4. Global Portfolio Rebalancing
Global Portfolio Evolution:
Past:
├── US 60%+
├── Europe 20%
└── Asia 20%
Future (possible):
├── US 50%
├── Asia 35%
└── Europe 15%
Implication: US weight reduction → Reallocation to Asia.
💰 Investment Approaches for Foreign Investors
Option 1: ETF Exposure
| ETF | Ticker | Exposure |
|---|---|---|
| iShares MSCI South Korea ETF | EWY | Large-cap Korea |
| Korea Value ETF | Various | Value-focused |
Option 2: Sector Selection
| Sector | Representative Companies | Thesis |
|---|---|---|
| Semiconductors | Samsung Electronics, SK Hynix | AI memory demand |
| Batteries | LG Energy Solution, Samsung SDI | EV/ESS demand |
| Displays | LG Display | OLED, China substitution |
Option 3: Currency-Hedged Approach
- KRW undervaluation capture
- Currency-hedged ETFs or KRW exposure
📈 Scenario Analysis
| Scenario | Probability | Korea Performance |
|---|---|---|
| Dominant outperform | 50% | 30%+ annual return |
| Outperform | 35% | 15-30% annual return |
| Market-level | 15% | 5-15% annual return |
Key drivers:
- AI capex continuation
- Dollar weakness persistence
- Governance improvement pace
- Semiconductor cycle strength
💡 Den’s Framework: Value + Improvement + Catalyst
| Element | Korea Status | Assessment |
|---|---|---|
| Value | P/B 0.8x, currency undervalued | ✅ Met |
| Improvement | Governance, political stability | 🔄 In progress |
| Catalyst | AI capex, battery demand, semi cycle | ✅ Met |
Conclusion: All three elements aligned.
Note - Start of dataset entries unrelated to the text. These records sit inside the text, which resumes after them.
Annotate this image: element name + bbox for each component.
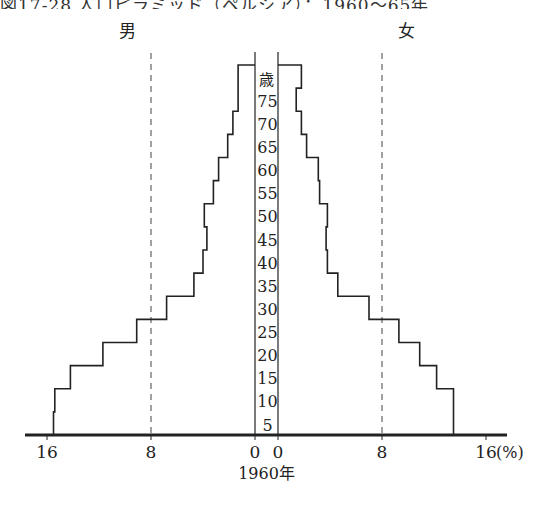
age-tick-label: 50 <box>257 207 277 226</box>
age-tick-label: 30 <box>257 300 277 319</box>
x-tick-label-right: 0 <box>273 442 284 462</box>
age-tick-label: 40 <box>257 254 277 273</box>
age-tick-label: 65 <box>257 138 277 157</box>
x-tick-label-right: 16 <box>475 442 497 462</box>
age-tick-label: 70 <box>257 115 277 134</box>
year-label: 1960年 <box>238 464 295 483</box>
male-label: 男 <box>119 21 136 41</box>
age-tick-label: 55 <box>257 184 277 203</box>
x-tick-label-left: 16 <box>36 442 58 462</box>
x-tick-label-right: 8 <box>377 442 388 462</box>
age-tick-label: 10 <box>257 392 277 411</box>
x-tick-label-left: 8 <box>146 442 157 462</box>
population-pyramid-chart: 16800816(%)1960年510152025303540455055606… <box>0 0 549 510</box>
age-tick-label: 20 <box>257 346 277 365</box>
age-tick-label: 25 <box>257 323 277 342</box>
female-series-outline <box>278 65 454 435</box>
male-series-outline <box>54 65 256 435</box>
age-tick-label: 45 <box>257 231 277 250</box>
x-tick-label-left: 0 <box>250 442 261 462</box>
female-label: 女 <box>398 21 415 41</box>
unit-label: (%) <box>496 443 524 462</box>
age-tick-label: 35 <box>257 277 277 296</box>
age-tick-label: 15 <box>257 369 277 388</box>
age-tick-label: 5 <box>262 416 272 435</box>
age-tick-label: 75 <box>257 92 277 111</box>
age-tick-label: 60 <box>257 161 277 180</box>
age-unit-label: 歳 <box>259 71 274 89</box>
High probability of outperformance.
🎯 Korea’s Unique Positioning
Korea's Market Positioning:
US : High valuation, growth concerns
Japan : Valuation recovery complete, limited upside
Taiwan : Direct AI beneficiary, geopolitical risk
China : Undervalued, high uncertainty
Korea : Undervalued + Stable + AI beneficiary
Den’s insight:
“Korea is the only market positioned as a ‘safe emerging market’—developed market stability with emerging market valuation and growth catalysts.”
📊 What to Watch
| Indicator | Why It Matters |
|---|---|
| KRW/USD | Currency valuation |
| Foreign ownership % | Institutional flow signals |
| HBM market share | AI memory thesis |
| Battery plant utilization | EV thesis |
| Governance reform progress | Korea discount resolution |
💎 Bottom Line
Thesis: South Korea in 2026 benefits from a rare convergence:
- Undervaluation (currency, equities)
- Stability (political, geopolitical)
- Growth catalysts (AI manufacturing, batteries)
- Improving fundamentals (governance reform)
The shift:
“As AI moves from the ‘software phase’ to the ‘hardware/infrastructure phase,’ valuation premium is shifting from US services strength to Asian manufacturing strength.”
Duration:
“This trend has medium-term (2-3 year) sustainability. AI infrastructure buildout takes time.”
Key caveat:
“Not all Korean stocks will rise. Selectivity matters. Companies with governance commitment, AI/battery exposure, and shareholder returns will dominate.”
📚 References & Further Reading
Key Sources
The best opportunities emerge when value, improvement, and catalysts converge.
Korea in 2026 sits at that intersection.